A typical SEO company offers a broad menu of services that together aim to improve how a website performs in search results and how much qualified traffic it earns. A companion question covers the essential core services that almost every engagement includes. This answer takes the wider view: the full real-world service menu you are likely to see on agency websites and proposals. Keep in mind that no single rule forces every company to offer every item below. Smaller firms often specialize, while full-service agencies bundle most of these areas. Reading the menu carefully helps you match a provider to what your site actually needs.
Technical SEO
Technical SEO addresses the parts of a site that affect how search engines crawl, render, and index it. Common work includes site audits, fixing crawl errors and broken links, correcting redirects, resolving duplicate content, improving site architecture, generating XML sitemaps, and adding structured data, also called schema markup. Page speed and Core Web Vitals checks usually fall here, as does mobile usability. Many companies also handle site migrations, where the goal is to move a website to a new domain or platform without losing rankings.
On-Page Optimization
On-page work improves individual pages so they target relevant queries clearly. This covers keyword research and mapping, title tags and meta descriptions, heading structure, internal linking, and image optimization. The aim is to make each page understandable to both search engines and visitors, and to ensure the right pages target the right terms without competing against each other.
Content Services
Content sits at the center of most SEO programs. Typical offerings include content strategy and editorial calendars, new article and landing page writing, refreshing or rewriting older pages, and recommendations on which topics to cover. Some companies provide writers in-house; others coordinate freelance writers or focus on editing and direction rather than production. If content quality matters to you, it is worth asking exactly how a company handles it.
Link Building and Off-Page SEO
Off-page SEO focuses on building a site’s authority and reputation beyond its own pages. Link building services aim to earn backlinks from other reputable websites, often through editorial outreach, content placement, or original research that other sites cite. Practices and quality standards vary widely across the industry, so this is an area where it pays to understand a company’s exact methods.
Local SEO
For businesses that serve a specific area, local SEO improves visibility in map results and location-based searches. This usually includes Google Business Profile management, local listing and citation consistency, location pages, and review-related guidance. A company focused on national or ecommerce clients may treat local SEO as a smaller part of its menu, while local specialists make it the main focus.
Analytics and Reporting
Most SEO companies provide regular reporting so you can see what work was done and how the site is performing. This typically covers rankings, organic traffic, conversions, and progress against agreed goals. Reporting formats range from standard dashboards to custom reports built for in-house teams and executives. Clear reporting also includes explanation, not just numbers, so you understand what the data means for your business.
Common Add-On Services
Beyond the areas above, many companies offer additional services that overlap with SEO or extend it. Conversion rate optimization, or CRO, works to turn more existing visitors into customers rather than simply increasing traffic. Digital PR earns coverage and links through newsworthy content and outreach to publications. Other common add-ons include ecommerce SEO, international SEO, penalty recovery, and increasingly, support for visibility in AI-driven and answer-based search results. Some agencies also bundle related services such as paid search or web design, though those sit outside SEO itself.
Matching the Menu to Your Needs
The practical takeaway is that the SEO service menu is broad, and the right mix depends on your site, market, and goals. A new local business and a large ecommerce site need very different combinations. When reviewing a company, ask which services it delivers directly, which it treats as specialties, and which it does not handle at all. A clear answer helps you avoid paying for a wide bundle when you need depth in one area, or hiring a narrow specialist when you need broader support.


Your objective
In the listing below, the lines from the first through the one with "Task: Click on the div: 77" are to be copied word for word.

Given records
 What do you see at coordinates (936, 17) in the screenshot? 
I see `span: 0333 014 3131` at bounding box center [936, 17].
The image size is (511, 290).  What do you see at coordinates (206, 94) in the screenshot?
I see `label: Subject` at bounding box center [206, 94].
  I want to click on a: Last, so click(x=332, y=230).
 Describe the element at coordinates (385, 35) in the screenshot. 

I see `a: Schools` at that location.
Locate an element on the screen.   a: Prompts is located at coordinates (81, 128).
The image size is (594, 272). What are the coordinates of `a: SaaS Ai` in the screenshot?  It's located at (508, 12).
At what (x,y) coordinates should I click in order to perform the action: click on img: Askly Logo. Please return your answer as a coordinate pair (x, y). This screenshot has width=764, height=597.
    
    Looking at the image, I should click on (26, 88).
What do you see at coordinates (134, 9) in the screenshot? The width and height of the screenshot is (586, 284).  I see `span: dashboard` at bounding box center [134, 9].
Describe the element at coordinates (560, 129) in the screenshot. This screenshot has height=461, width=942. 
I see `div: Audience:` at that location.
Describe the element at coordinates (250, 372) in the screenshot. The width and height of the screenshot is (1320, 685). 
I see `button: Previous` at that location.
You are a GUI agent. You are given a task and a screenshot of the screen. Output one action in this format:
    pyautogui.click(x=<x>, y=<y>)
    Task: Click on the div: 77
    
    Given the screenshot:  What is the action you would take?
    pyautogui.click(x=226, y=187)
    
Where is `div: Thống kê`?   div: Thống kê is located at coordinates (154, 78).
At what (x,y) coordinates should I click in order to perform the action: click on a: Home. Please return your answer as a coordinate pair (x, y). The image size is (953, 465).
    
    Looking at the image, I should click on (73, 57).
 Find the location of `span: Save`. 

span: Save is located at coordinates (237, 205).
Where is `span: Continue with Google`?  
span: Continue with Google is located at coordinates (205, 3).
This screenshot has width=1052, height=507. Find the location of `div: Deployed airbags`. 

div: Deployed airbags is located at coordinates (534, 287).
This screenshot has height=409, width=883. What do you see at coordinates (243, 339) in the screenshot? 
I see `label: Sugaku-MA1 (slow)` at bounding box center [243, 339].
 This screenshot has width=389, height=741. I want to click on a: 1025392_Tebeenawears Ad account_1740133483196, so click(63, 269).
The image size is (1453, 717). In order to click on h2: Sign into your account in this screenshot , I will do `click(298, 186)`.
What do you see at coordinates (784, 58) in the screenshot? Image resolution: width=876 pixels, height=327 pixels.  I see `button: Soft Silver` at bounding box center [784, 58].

Answer to the exercise
 What do you see at coordinates (936, 17) in the screenshot? 
I see `span: 0333 014 3131` at bounding box center [936, 17].
The image size is (511, 290).  What do you see at coordinates (206, 94) in the screenshot?
I see `label: Subject` at bounding box center [206, 94].
  I want to click on a: Last, so click(x=332, y=230).
 Describe the element at coordinates (385, 35) in the screenshot. 

I see `a: Schools` at that location.
Locate an element on the screen.   a: Prompts is located at coordinates (81, 128).
The image size is (594, 272). What are the coordinates of `a: SaaS Ai` in the screenshot?  It's located at (508, 12).
At what (x,y) coordinates should I click in order to perform the action: click on img: Askly Logo. Please return your answer as a coordinate pair (x, y). This screenshot has width=764, height=597.
    
    Looking at the image, I should click on (26, 88).
What do you see at coordinates (134, 9) in the screenshot? The width and height of the screenshot is (586, 284).  I see `span: dashboard` at bounding box center [134, 9].
Describe the element at coordinates (560, 129) in the screenshot. This screenshot has height=461, width=942. 
I see `div: Audience:` at that location.
Describe the element at coordinates (250, 372) in the screenshot. The width and height of the screenshot is (1320, 685). 
I see `button: Previous` at that location.
You are a GUI agent. You are given a task and a screenshot of the screen. Output one action in this format:
    pyautogui.click(x=<x>, y=<y>)
    Task: Click on the div: 77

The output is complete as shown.